OK: 'bisques,' 'dormy one' and 'eighteenth' -- with the help of the OED -- seem to indicate giving your golf opponent a few strokes and still being up one at the end of the round... but what in heaven's name is Othello doing here? Can anyone enlighten me?

2thorold
apr 19, 2007, 6:33 pm

Othello is the benchmark standard of jealousy; Bertie considers that Stilton, who thinks Bertie wants to steal Florence from him, is even more jealous than Othello.

3FelixQuiPotuit
apr 21, 2007, 10:04 pm

Well of course -- it wasn't the nature of Othello's character that puzzled me, but what in the world he's doing on PGW's metaphorical golf course. No doubt it's the incongruous combination that's supposed to be funny, but this one falls flat for me. One of the perils of reading 20th-century humour, I suppose.

4Windy
apr 24, 2007, 12:16 pm

What makes it so funny for me is that he equates the trivial nuisances of his own life to the enormous sufferings of Othello. A grown man with the inflated self regard of a toddler.

5thorold
apr 24, 2007, 3:04 pm

Most of the joke, for me, is in the ludicrous over-specificity of the golf references. But there's no rule that says we have to enjoy the same jokes!
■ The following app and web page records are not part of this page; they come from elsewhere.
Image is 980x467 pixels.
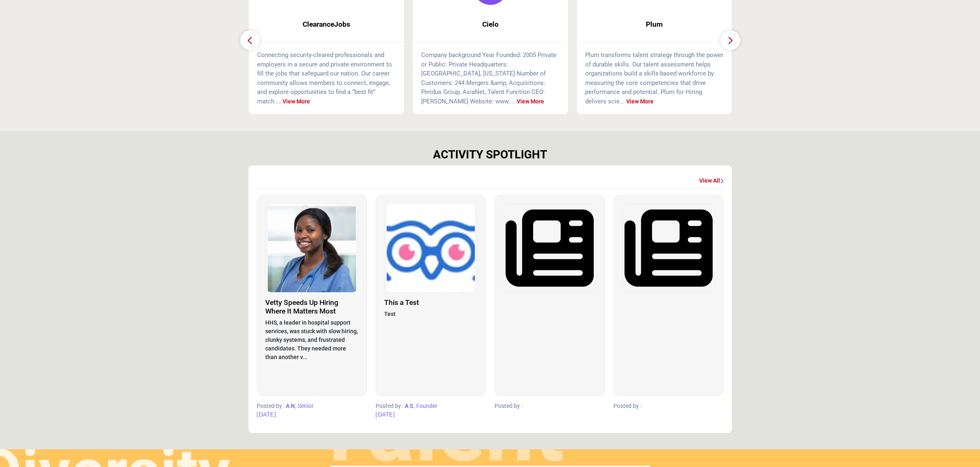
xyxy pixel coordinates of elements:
p: Posted by : [495,402,605,411]
a: View All [699,177,724,185]
a: Cielo [413,13,568,36]
p: Test [385,310,477,319]
span: , Senior [295,402,313,409]
a: View More [283,98,310,105]
h2: ACTIVITY SPOTLIGHT [433,148,547,162]
span: [DATE] [257,411,276,418]
span: ... [510,97,515,105]
span: Plum [589,19,720,30]
b: ClearanceJobs [261,13,392,36]
p: Posted by : [376,402,486,411]
span: [DATE] [376,411,395,418]
p: Posted by : [257,402,367,411]
img: Logo of Vetty, click to view details [266,204,358,292]
h3: This a Test [385,298,477,307]
span: A [405,402,409,409]
a: View More [517,98,544,105]
a: ClearanceJobs [249,13,404,36]
img: Placeholder image, click to view details [623,204,715,292]
a: View More [626,98,654,105]
span: N [291,402,295,409]
h3: Vetty Speeds Up Hiring Where It Matters Most [265,298,358,316]
span: , Founder [414,402,438,409]
p: Connecting security-cleared professionals and employers in a secure and private environment to fi... [257,50,396,106]
img: Logo of Automation Test Company 20, click to view details [385,204,477,292]
b: Cielo [426,13,556,36]
span: ClearanceJobs [261,19,392,30]
a: Plum [577,13,732,36]
p: Posted by : [614,402,724,411]
span: ... [276,97,281,105]
span: A [286,402,289,409]
p: Plum transforms talent strategy through the power of durable skills. Our talent assessment helps ... [585,50,724,106]
span: ... [620,97,625,105]
p: Company background Year Founded: 2005 Private or Public: Private Headquarters: [GEOGRAPHIC_DATA],... [422,50,560,106]
span: Cielo [426,19,556,30]
img: Placeholder image, click to view details [503,204,596,292]
p: HHS, a leader in hospital support services, was stuck with slow hiring, clunky systems, and frust... [265,319,358,362]
span: S [409,402,413,409]
b: Plum [589,13,720,36]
Bertie could have conveyed exactly the same information about Stilton by saying "Stilton is more jealous than Othello", but that would just have been a cliché. If he'd said something like "If you could measure jealousy in terms of golf performance, Stilton would beat Othello", it would have been strange, and would have told us a bit about Bertie's view of life. But it's not especially funny. Where it becomes pure Wodehouse is in the extra, totally unnecessary details ("bisque", "dormy one"), which push it over the edge from contrived to hilarious.
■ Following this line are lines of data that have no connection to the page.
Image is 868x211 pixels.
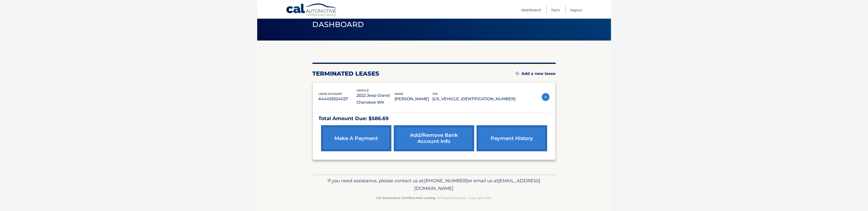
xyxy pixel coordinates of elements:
a: Add/Remove bank account info [394,125,474,152]
img: accordion-active.svg [542,93,550,101]
p: [US_VEHICLE_IDENTIFICATION_NUMBER] [433,96,516,102]
p: If you need assistance, please contact us at: or email us at [315,177,553,193]
a: Add a new lease [516,71,555,76]
p: [PERSON_NAME] [394,96,433,102]
p: - All Rights Reserved - Copyright 2025 [315,196,553,200]
span: [PHONE_NUMBER] [424,178,468,184]
p: #44455524027 [318,96,356,102]
strong: Cal Automotive Certified Auto Leasing [377,196,435,200]
a: Dashboard [521,6,541,14]
a: payment history [476,125,547,152]
p: 2022 Jeep Grand Cherokee WK [356,92,394,106]
p: Total Amount Due: $586.69 [318,114,550,123]
a: FAQ's [551,6,560,14]
span: Dashboard [313,20,364,29]
span: vin [433,92,438,96]
span: name [394,92,403,96]
h2: terminated leases [313,70,380,77]
a: make a payment [321,125,392,152]
span: lease account [318,92,342,96]
span: vehicle [356,89,369,92]
img: add.svg [516,72,519,75]
a: Logout [570,6,582,14]
a: Cal Automotive [286,3,337,17]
I think it tells us something about Bertie's character, too: even if you weren't familiar with the Jeeves stories, this one sentence would give you a picture of Bertie as someone who thinks things out carefully for himself, but comes to his own bizarre conclusions. And he does all this in 29 words, if I counted right...

Windy: surely it's Stilton who is enduring the sufferings of Othello? -- Bertie is casting himself as Cassio. And nobody ever felt sorry for him at the end of the play!